Readit News logoReadit News
mitchellh · 6 years ago
Hello, I'm a founder of HashiCorp and I'd like to explain this.

First, this document only applies to enterprise evaluation software. This doesn't apply to our OSS software and this shouldn't be linked anywhere near our OSS except in the context of signing up for an enterprise eval.

Most importantly: why is this here? This is NOT a political statement. This is a legal requirement. The encryption we use in Vault is subject to Chinese export control laws and it is illegal for us (by Chinese law) to sell in China.

To be able to sell Vault within China we'd have to restrict the encryption that could be used within Vault to government-acceptable versions.

We don't do this, therefore it is illegal for us to sell in China. We have to include this line in our enterprise terms.

EDIT: Our legal team has updated the copy in our terms to be more explicit. You can read the updated copy in the second paragraph here: https://www.hashicorp.com/terms-of-evaluation

TechBro8615 · 6 years ago
It's interesting to me that it's Chinese export control laws that affect you. Normally when you hear about this kind of thing, it's the US export restrictions causing the issue. Does that not apply in this case? And wouldn't you be importing into China? (IANAL, genuinely asking)
jldugger · 6 years ago
It's not export controls in the case of China afaik. It's literally 'the party would like to read your data in the name of social harmony'
jhanschoo · 6 years ago
Perhaps they're referring to the Encryption Law https://www.cov.com/-/media/files/corporate/publications/201... in effect this year that discusses both the import and export of encryption.
OzzyB · 6 years ago
Exactly, which is why OP's clarification is welcomed. I too made the same assumption as you did, or rather thought it was some political statement based on our current geopolitical climate.
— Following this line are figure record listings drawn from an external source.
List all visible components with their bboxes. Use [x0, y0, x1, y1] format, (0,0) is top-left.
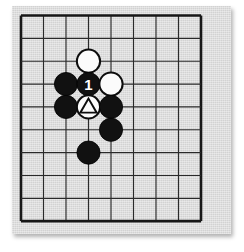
- black-stone-right-mid[interactable]: [99, 95, 122, 118]
- black-stone-move-1[interactable]: 1: [77, 72, 100, 95]
- black-stone-left-lower[interactable]: [54, 95, 77, 118]
- black-stone-body: [77, 141, 100, 164]
- black-stone-body: [54, 72, 77, 95]
- white-stone-body: [99, 72, 122, 95]
- board-grid-and-stones[interactable]: 1: [0, 0, 244, 252]
- black-stone-left-upper[interactable]: [54, 72, 77, 95]
- black-stone-body: [54, 95, 77, 118]
- black-stone-right-low[interactable]: [99, 118, 122, 141]
- go-diagram: 1: [0, 0, 244, 252]
- stone-move-number-label: 1: [84, 76, 92, 93]
- white-stone-body: [77, 50, 100, 73]
- black-stone-body: [99, 118, 122, 141]
- white-stone-top[interactable]: [77, 50, 100, 73]
- black-stone-body: [99, 95, 122, 118]
- white-stone-marked[interactable]: [77, 95, 100, 118]
- white-stone-right[interactable]: [99, 72, 122, 95]
- stones-layer[interactable]: 1: [54, 50, 122, 165]
- black-stone-bottom[interactable]: [77, 141, 100, 164]
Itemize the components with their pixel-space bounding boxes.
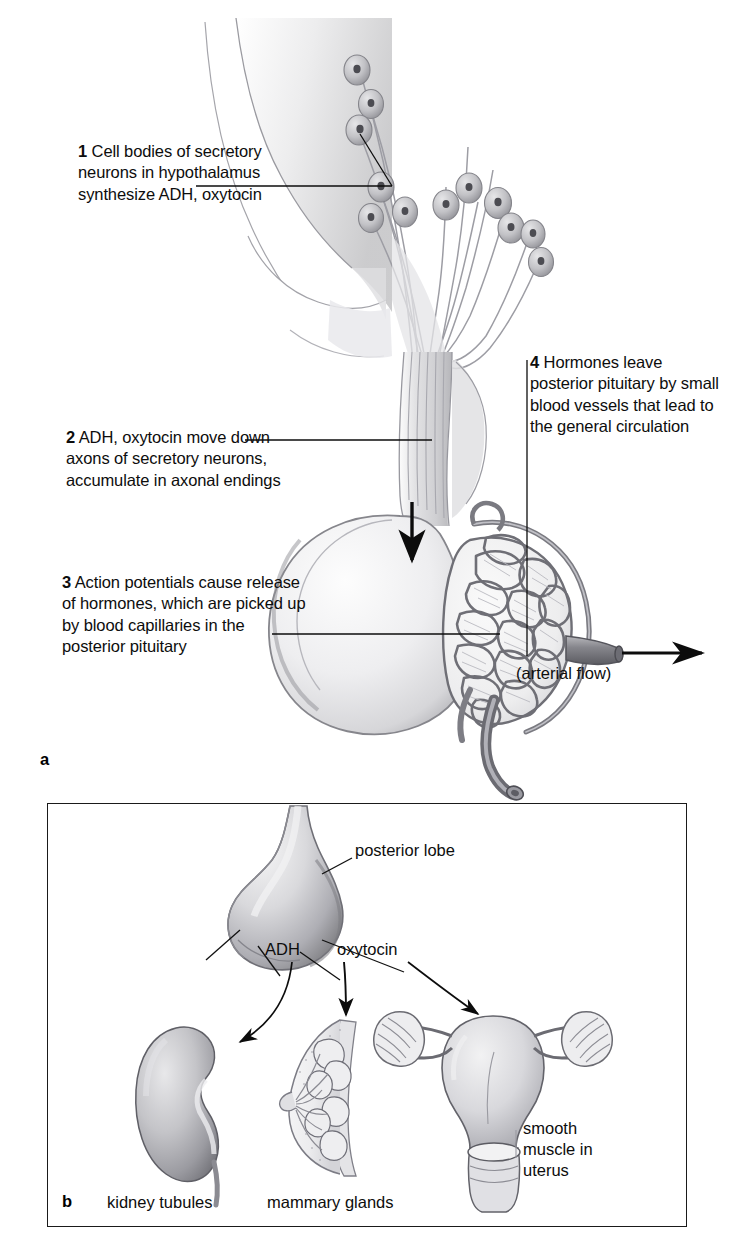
callout-3-number: 3: [62, 573, 71, 591]
oxytocin-label: oxytocin: [337, 939, 398, 960]
smooth-muscle-label: smooth muscle in uterus: [523, 1118, 633, 1181]
draining-vein: [460, 690, 525, 802]
axon-fan-shading: [392, 236, 448, 362]
mammary-glands-label: mammary glands: [267, 1192, 394, 1213]
kidney-tubules-label: kidney tubules: [107, 1192, 213, 1213]
arterial-flow-label: (arterial flow): [516, 663, 611, 684]
figure-page: 1 Cell bodies of secretory neurons in hy…: [0, 0, 731, 1258]
callout-4-number: 4: [530, 353, 539, 371]
posterior-pituitary-capillary-network: [443, 503, 589, 732]
infundibulum-stalk: [399, 352, 486, 528]
callout-2-text: ADH, oxytocin move down axons of secreto…: [66, 428, 281, 489]
callout-3: 3 Action potentials cause release of hor…: [62, 572, 312, 657]
callout-2: 2 ADH, oxytocin move down axons of secre…: [66, 427, 311, 491]
secretory-neuron-axons: [362, 78, 536, 368]
callout-3-text: Action potentials cause release of hormo…: [62, 573, 306, 655]
callout-4: 4 Hormones leave posterior pituitary by …: [530, 352, 720, 437]
posterior-lobe-label: posterior lobe: [355, 840, 475, 861]
callout-1: 1 Cell bodies of secretory neurons in hy…: [78, 141, 293, 205]
callout-4-text: Hormones leave posterior pituitary by sm…: [530, 353, 719, 435]
adh-label: ADH: [265, 939, 300, 960]
panel-a-letter: a: [40, 750, 49, 769]
arterial-vessel: [566, 636, 702, 664]
callout-1-number: 1: [78, 142, 87, 160]
secretory-neuron-cell-bodies: [344, 55, 554, 277]
callout-2-number: 2: [66, 428, 75, 446]
callout-1-text: Cell bodies of secretory neurons in hypo…: [78, 142, 262, 203]
panel-b-letter: b: [62, 1192, 72, 1211]
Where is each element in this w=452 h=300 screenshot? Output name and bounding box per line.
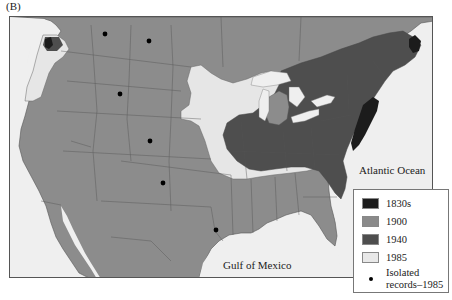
- legend-item-1985: 1985: [362, 252, 407, 263]
- gulf-of-mexico-label: Gulf of Mexico: [223, 259, 291, 271]
- atlantic-ocean-label: Atlantic Ocean: [359, 164, 425, 176]
- panel-label: (B): [6, 0, 21, 12]
- isolated-record-dot: [161, 181, 166, 186]
- legend-swatch-1900: [362, 216, 379, 227]
- legend-swatch-1940: [362, 234, 379, 245]
- legend-swatch-1830s: [362, 198, 379, 209]
- isolated-record-dot: [118, 92, 123, 97]
- legend-item-isolated: Isolated records–1985: [362, 267, 443, 291]
- isolated-record-dot: [214, 228, 219, 233]
- legend-label: records–1985: [386, 279, 443, 291]
- legend-item-1830s: 1830s: [362, 198, 411, 209]
- legend-item-1940: 1940: [362, 234, 407, 245]
- legend-swatch-1985: [362, 252, 379, 263]
- map-legend: 1830s 1900 1940 1985 Isolated records–19…: [353, 189, 449, 293]
- legend-label: 1830s: [386, 198, 411, 209]
- isolated-record-dot-icon: [362, 277, 379, 281]
- legend-label: 1985: [386, 252, 407, 263]
- legend-label: Isolated: [386, 267, 443, 279]
- isolated-record-dot: [147, 39, 152, 44]
- legend-label: 1900: [386, 216, 407, 227]
- isolated-record-dot: [148, 139, 153, 144]
- legend-item-1900: 1900: [362, 216, 407, 227]
- legend-label: 1940: [386, 234, 407, 245]
- isolated-record-dot: [103, 32, 108, 37]
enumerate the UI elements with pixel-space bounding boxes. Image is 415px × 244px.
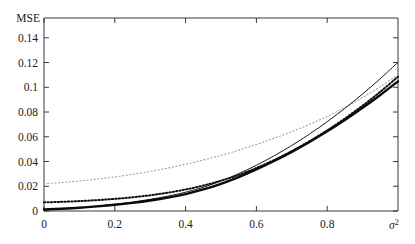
x-axis-title-exponent: 2 — [395, 218, 399, 227]
y-axis-title: MSE — [16, 12, 40, 24]
y-tick-label: 0 — [32, 205, 38, 217]
y-tick-label: 0.12 — [18, 57, 38, 69]
y-tick-label: 0.08 — [18, 106, 38, 118]
x-tick-label: 0.8 — [320, 218, 335, 230]
data-series-group — [44, 62, 398, 209]
series-line-thick-solid-black — [44, 81, 398, 209]
x-tick-label: 0 — [41, 218, 47, 230]
x-tick-marks — [44, 18, 327, 211]
x-tick-labels: 00.20.40.60.8 — [41, 218, 335, 230]
y-tick-label: 0.02 — [18, 180, 38, 192]
x-axis-title: σ2 — [389, 218, 399, 231]
x-tick-label: 0.4 — [178, 218, 193, 230]
chart-figure: 00.020.040.060.080.10.120.14 00.20.40.60… — [0, 0, 415, 244]
y-tick-label: 0.06 — [18, 131, 38, 143]
series-line-upper-dotted-light — [44, 75, 398, 184]
y-tick-label: 0.14 — [18, 32, 38, 44]
plot-frame — [44, 18, 398, 211]
plot-svg: 00.020.040.060.080.10.120.14 00.20.40.60… — [0, 0, 415, 244]
y-tick-label: 0.1 — [24, 81, 39, 93]
x-tick-label: 0.2 — [108, 218, 123, 230]
x-tick-label: 0.6 — [249, 218, 264, 230]
series-line-thin-solid-black — [44, 62, 398, 209]
y-tick-labels: 00.020.040.060.080.10.120.14 — [18, 32, 38, 217]
y-tick-label: 0.04 — [18, 156, 38, 168]
frame-border — [44, 18, 398, 211]
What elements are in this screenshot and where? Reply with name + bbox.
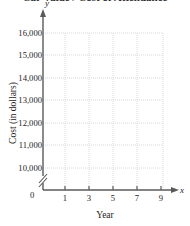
vertical-gridlines [65,33,163,189]
origin-label: 0 [30,190,34,200]
x-tick-label: 5 [106,193,120,203]
y-axis-letter: y [45,0,49,8]
x-tick-label: 9 [154,193,168,203]
x-axis-letter: x [180,185,184,195]
y-tick-label: 16,000 [2,28,42,38]
chart-container: Car Value / Cost of Attendance [0,0,190,226]
horizontal-gridlines [43,33,163,168]
y-axis-title: Cost (in dollars) [8,48,18,178]
x-tick-label: 1 [58,193,72,203]
x-tick-label: 3 [82,193,96,203]
x-axis-title: Year [43,210,167,220]
x-tick-label: 7 [130,193,144,203]
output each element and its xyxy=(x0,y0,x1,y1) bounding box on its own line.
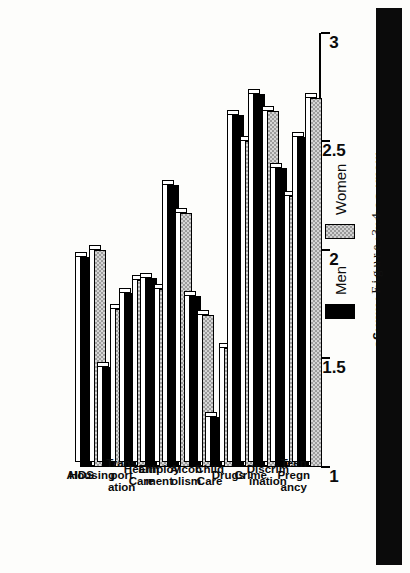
bar-end-face xyxy=(175,208,187,213)
bar-end-face xyxy=(305,93,317,98)
bar-end-face xyxy=(292,132,304,137)
bar-top-face xyxy=(219,343,224,462)
bar-end-face xyxy=(89,245,101,250)
legend-label-women: Women xyxy=(332,164,349,215)
bar-end-face xyxy=(227,110,239,115)
bar-top-face xyxy=(75,252,80,462)
legend-label-men: Men xyxy=(332,266,349,295)
bar-end-face xyxy=(262,106,274,111)
bar-top-face xyxy=(175,208,180,462)
bar-top-face xyxy=(132,275,137,462)
bar-end-face xyxy=(270,163,282,168)
bar-top-face xyxy=(119,288,124,462)
legend-item-men: Men xyxy=(325,266,355,319)
value-tick-label: 3 xyxy=(329,33,338,53)
figure-caption: Figure 3.4 xyxy=(368,172,384,332)
value-tick-label: 1 xyxy=(329,467,338,487)
bar-end-face xyxy=(119,288,131,293)
bar-top-face xyxy=(184,291,189,462)
bar-end-face xyxy=(197,310,209,315)
bar-end-face xyxy=(205,412,217,417)
bar-end-face xyxy=(248,89,260,94)
legend-swatch-men-icon xyxy=(325,304,355,319)
bar-top-face xyxy=(162,180,167,462)
category-label: Teen Pregn ancy xyxy=(278,457,311,493)
legend-swatch-women-icon xyxy=(325,224,355,239)
bar-top-face xyxy=(205,412,210,462)
bar-end-face xyxy=(184,291,196,296)
bar-end-face xyxy=(75,252,87,257)
value-tick-label: 2.5 xyxy=(322,142,346,162)
bar-top-face xyxy=(97,362,102,462)
bar-top-face xyxy=(227,110,232,462)
value-tick-label: 1.5 xyxy=(322,359,346,379)
bar-top-face xyxy=(140,273,145,462)
bar-top-face xyxy=(89,245,94,462)
bar-end-face xyxy=(162,180,174,185)
bar-top-face xyxy=(197,310,202,462)
legend-item-women: Women xyxy=(325,164,355,239)
bar-top-face xyxy=(154,284,159,462)
bar-end-face xyxy=(97,362,109,367)
bar-top-face xyxy=(110,304,115,462)
bar-end-face xyxy=(140,273,152,278)
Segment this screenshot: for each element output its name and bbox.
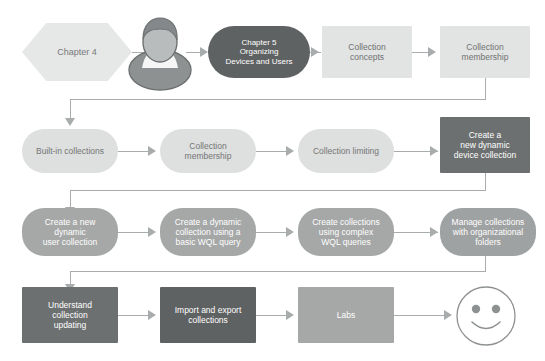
node-import-and-export-collections[interactable]: Import and export collections <box>160 287 256 343</box>
node-create-dynamic-collection-basic-wql-label: Create a dynamic collection using a basi… <box>175 217 242 247</box>
connector-row2-entry-drop <box>70 99 71 119</box>
node-understand-collection-updating-label: Understand collection updating <box>48 300 92 330</box>
node-collection-concepts[interactable]: Collection concepts <box>322 26 412 78</box>
node-built-in-collections[interactable]: Built-in collections <box>22 129 118 173</box>
node-create-new-dynamic-device-collection-label: Create a new dynamic device collection <box>454 130 516 160</box>
arrowhead-person-to-chapter5 <box>200 47 208 57</box>
connector-row3-entry-drop <box>70 190 71 208</box>
arrowhead-complex-wql-to-folders <box>430 227 438 237</box>
node-collection-membership-2[interactable]: Collection membership <box>160 129 256 173</box>
connector-row3-drop <box>485 256 486 272</box>
person-avatar-icon <box>124 12 196 90</box>
node-manage-collections-organizational-folders-label: Manage collections with organizational f… <box>452 217 525 247</box>
node-create-dynamic-collection-basic-wql[interactable]: Create a dynamic collection using a basi… <box>160 208 256 256</box>
arrowhead-chapter5-to-concepts <box>311 47 319 57</box>
arrowhead-user-collection-to-basic-wql <box>148 227 156 237</box>
arrowhead-membership2-to-limiting <box>286 146 294 156</box>
node-import-and-export-collections-label: Import and export collections <box>175 305 242 325</box>
node-labs-label: Labs <box>337 310 355 320</box>
smiley-face-icon <box>455 285 517 347</box>
arrowhead-labs-to-smiley <box>444 310 452 320</box>
arrowhead-row1-to-row2 <box>65 118 75 126</box>
flowchart-canvas: Chapter 4 Chapter 5 Organizing Devices a… <box>0 0 545 361</box>
node-labs[interactable]: Labs <box>298 287 394 343</box>
node-chapter-5-label: Chapter 5 Organizing Devices and Users <box>225 38 292 66</box>
node-chapter-4-label: Chapter 4 <box>57 47 97 57</box>
arrowhead-builtin-to-membership2 <box>148 146 156 156</box>
connector-row2-to-row3-horizontal <box>70 190 486 191</box>
arrowhead-limiting-to-device-collection <box>430 146 438 156</box>
arrowhead-updating-to-import-export <box>148 310 156 320</box>
node-collection-membership-1[interactable]: Collection membership <box>440 26 530 78</box>
node-chapter-5[interactable]: Chapter 5 Organizing Devices and Users <box>208 26 310 78</box>
arrowhead-basic-wql-to-complex-wql <box>286 227 294 237</box>
connector-row1-to-row2-horizontal <box>70 99 486 100</box>
node-collection-limiting-label: Collection limiting <box>313 146 379 156</box>
node-create-new-dynamic-user-collection-label: Create a new dynamic user collection <box>43 217 97 247</box>
connector-row1-drop <box>485 78 486 100</box>
node-collection-membership-1-label: Collection membership <box>462 42 509 62</box>
node-chapter-4[interactable]: Chapter 4 <box>22 23 132 81</box>
node-create-collections-complex-wql[interactable]: Create collections using complex WQL que… <box>298 208 394 256</box>
connector-labs-to-smiley <box>394 315 450 316</box>
node-built-in-collections-label: Built-in collections <box>36 146 104 156</box>
arrowhead-concepts-to-membership <box>428 47 436 57</box>
node-create-new-dynamic-user-collection[interactable]: Create a new dynamic user collection <box>22 208 118 256</box>
node-understand-collection-updating[interactable]: Understand collection updating <box>22 287 118 343</box>
connector-row2-drop <box>485 173 486 191</box>
node-collection-concepts-label: Collection concepts <box>348 42 385 62</box>
node-manage-collections-organizational-folders[interactable]: Manage collections with organizational f… <box>440 208 536 256</box>
node-create-new-dynamic-device-collection[interactable]: Create a new dynamic device collection <box>440 117 530 173</box>
node-collection-limiting[interactable]: Collection limiting <box>298 129 394 173</box>
connector-person-to-chapter5 <box>186 52 200 53</box>
connector-row3-to-row4-horizontal <box>70 271 486 272</box>
node-collection-membership-2-label: Collection membership <box>185 141 232 161</box>
node-create-collections-complex-wql-label: Create collections using complex WQL que… <box>312 217 380 247</box>
arrowhead-import-export-to-labs <box>286 310 294 320</box>
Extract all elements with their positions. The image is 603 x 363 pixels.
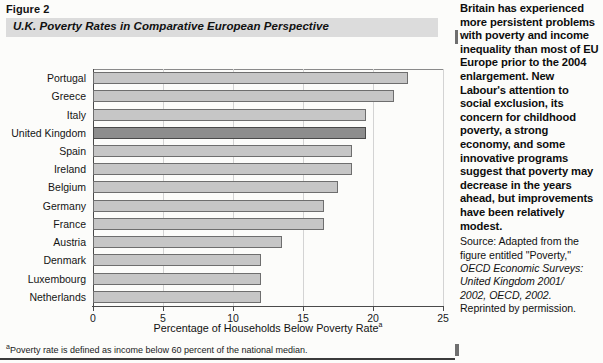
bar	[93, 181, 338, 193]
x-tick-25	[443, 307, 444, 311]
commentary-column: Britain has experienced more persistent …	[460, 0, 601, 363]
source-line: figure entitled "Poverty,"	[460, 249, 601, 262]
footnote-text: Poverty rate is defined as income below …	[10, 345, 308, 355]
bar	[93, 291, 261, 303]
bar-row: Spain	[93, 142, 443, 160]
x-tick-15	[303, 307, 304, 311]
figure-panel: Figure 2 U.K. Poverty Rates in Comparati…	[0, 0, 455, 363]
source-line: OECD Economic Surveys:	[460, 262, 601, 275]
category-label: Portugal	[47, 70, 86, 86]
category-label: France	[53, 216, 86, 232]
x-tick-5	[163, 307, 164, 311]
x-tick-10	[233, 307, 234, 311]
gridline-25	[443, 69, 444, 306]
bar-row: France	[93, 215, 443, 233]
bar	[93, 127, 366, 139]
category-label: United Kingdom	[11, 125, 86, 141]
source-line: Reprinted by permission.	[460, 302, 601, 315]
x-axis-title-superscript: a	[379, 321, 383, 328]
footnote: aPoverty rate is defined as income below…	[6, 343, 308, 355]
source-line: 2002, OECD, 2002.	[460, 289, 601, 302]
category-label: Netherlands	[29, 289, 86, 305]
x-tick-0	[93, 307, 94, 311]
bar-row: Portugal	[93, 69, 443, 87]
figure-page: Figure 2 U.K. Poverty Rates in Comparati…	[0, 0, 603, 363]
bar	[93, 254, 261, 266]
source-note: Source: Adapted from thefigure entitled …	[460, 235, 601, 315]
figure-title: U.K. Poverty Rates in Comparative Europe…	[13, 20, 329, 32]
bar-chart-plot-area: 0510152025 PortugalGreeceItalyUnited Kin…	[93, 69, 443, 306]
bar	[93, 273, 261, 285]
bar	[93, 90, 394, 102]
category-label: Luxembourg	[28, 271, 86, 287]
bar	[93, 109, 366, 121]
category-label: Germany	[43, 198, 86, 214]
category-label: Spain	[59, 143, 86, 159]
category-label: Austria	[53, 234, 86, 250]
bar-row: Ireland	[93, 160, 443, 178]
bar	[93, 163, 352, 175]
x-axis-line	[92, 306, 444, 307]
category-label: Greece	[52, 88, 86, 104]
category-label: Ireland	[54, 161, 86, 177]
source-line: United Kingdom 2001/	[460, 275, 601, 288]
bar-row: Italy	[93, 105, 443, 123]
x-axis-title: Percentage of Households Below Poverty R…	[93, 321, 443, 334]
x-axis-title-text: Percentage of Households Below Poverty R…	[154, 322, 379, 334]
bar	[93, 236, 282, 248]
bar	[93, 72, 408, 84]
bar	[93, 145, 352, 157]
commentary-paragraph: Britain has experienced more persistent …	[460, 2, 601, 233]
bar-row: Denmark	[93, 251, 443, 269]
bar	[93, 218, 324, 230]
category-label: Belgium	[48, 179, 86, 195]
bar-row: Greece	[93, 87, 443, 105]
bar-row: United Kingdom	[93, 124, 443, 142]
bar-row: Netherlands	[93, 288, 443, 306]
x-tick-20	[373, 307, 374, 311]
category-label: Denmark	[43, 252, 86, 268]
bar-row: Austria	[93, 233, 443, 251]
bar-row: Germany	[93, 197, 443, 215]
page-edge-mark-bottom	[455, 344, 459, 356]
source-line: Source: Adapted from the	[460, 235, 601, 248]
figure-number-label: Figure 2	[6, 3, 50, 15]
bar-row: Belgium	[93, 178, 443, 196]
bar-row: Luxembourg	[93, 270, 443, 288]
bottom-rule	[0, 358, 455, 360]
category-label: Italy	[67, 107, 86, 123]
bar	[93, 200, 324, 212]
page-edge-mark-top	[455, 30, 458, 44]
But no, it's the Chinese looking to force a US company to use their pre-approved encryption for reasons that should be obvious.

Bravo.

parliament32 · 6 years ago
Thanks for clarifying. It sounded a lot like a political statement at first, but this makes more sense.
stunt · 6 years ago
That's clear now. Maybe add this explanation somewhere and link to it from your terms-of-evaluation.
ferest · 6 years ago
Which encryption is it?
dude3 · 6 years ago
Exactly just laws of the United States.
zaphirplane · 6 years ago
you can request the title changed to be closer to your clearer explanation
clippit · 6 years ago
From Mitchell Hashimoto, the founder of HashiCorp:

https://twitter.com/mitchellh/status/1266390186054651905

meritt · 6 years ago
Whoa, wait, the founder's last name is Hashimoto? That's awesome. I always just assumed it was a portmanteau related to hash functions.
wenc · 6 years ago
Ah that's interesting -- I've never associated it with hash functions though I can see how one might be led to.

Hashi to my ears sounds distinctively Japanese (I understand it either means "bridge" or "chopsticks").

rolls-reus · 6 years ago
https://twitter.com/mitchellh/status/1266396356572139526 According to the founder they use a Chinese approved encryption scheme for enterprise versions in China. I wonder what encryption that is.
jdxcode · 6 years ago
I wonder if this includes Hong Kong
kyuudou · 6 years ago
Or Taiwan!
thefounder · 6 years ago
Why would it include Taiwan? They are separate countries not separate "systems"
Bellamy · 6 years ago
Why exactly they do that?
bE9a3S5So8igd3 · 6 years ago
Good question. It's not like IP protection is practical in China--this software WILL be used in China against license. It's also basically impossible to hold Chinese companies (often entangled with the communist government of China) accountable for things like fraud or IP theft.

Maybe it's just a political statement.

bdcravens · 6 years ago
None of this is true. It's not political, it's not about IP, it's about Chinese law, and it doesn't apply to OSS.

https://news.ycombinator.com/item?id=23351181

Deleted Comment

stunt · 6 years ago
Weird that there is no official announcement from HashiCorp to explain this decision.
xzyaoi · 6 years ago
It would be great if they could explain this decision in more detail, but I guess they are still working on to explain this better and clearer.